Identify the Struggles of Your Congregants’ Work

By engaging with congregants in one-on-one workplace site visits or in small groups, church leaders can gain clarity about the typical pains of those in their church body. The areas of stress and suffering can inform spiritual leaders about how to apply the hope of the gospel in a message that is meaningful to the day-to-day reality of the individual at work. These questions can help your conversations with people and help you identify where they struggle in their work.

  • Do low wage workers struggle to see work as good? Are they being taken advantage of by their bosses?
  • Do professional business leaders wonder about their calling and whether it is worth it?
  • Have artists lost their drive to create? Have they lost their confidence in their ability to perform? Have they lost their financial flexibility to focus on their art?

As you interact with your congregants, the toils of workers should reveal misplaced affections and broken systems.

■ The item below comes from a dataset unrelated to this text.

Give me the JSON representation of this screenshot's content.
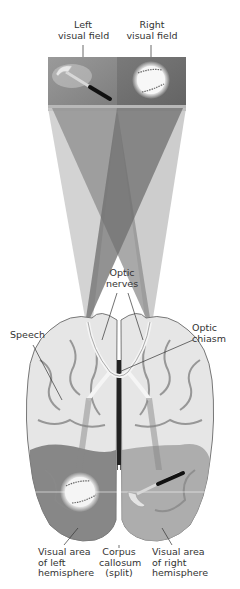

Find the Common Ground in the Toil of Work

If pastors and congregants are both in pain due to work, finding common links may provide a fresh perspective and a sense of unification in the present. Here are a few questions to ask yourself about your work as a pastor.

  • Is your sense of pastoral isolation relatable to business workers whose jobs have been moved entirely remote?
  • Could your exhaustion from all the anger and division compare to the toils of someone in school leadership trying to open the doors for kids?
  • Can giving sermons to a camera be a connection point to the artist who has moved to YouTube?
  • If financial stress has pushed you to find second streams of income, does that help you relate to the worker covering two shifts at the plant?

Though the toils have different contexts, finding the similarities in our work stress through examining our own idolatries and the broken systems in which we work can allow us to together understand the work of Christ on our behalf.

Seek — and Find — Hope 

Each time we experience a workplace toil, whether fair or unfair, it is an opportunity to examine the cross, remembering our troubles are nothing Jesus did not face. Pastors and congregants can look to Christ for hope. We can look to Christ, not the success of our church or our business, as our identity. We can look to the misery Christ experienced for our sake as we look to our own misery. We can see Christ as the ultimate liberator of broken systems. We can push against darkness in his strength. And we can do it together, at work.

If we allow work to become a place that reveals our misplaced affections and broken systems that need our help, then suddenly the hope we profess might feel more relevant to our congregants. Struggles at work, while different because of Covid, are not new. Let’s collectively embrace the toil of labor to the glory of God. Now that will take some work.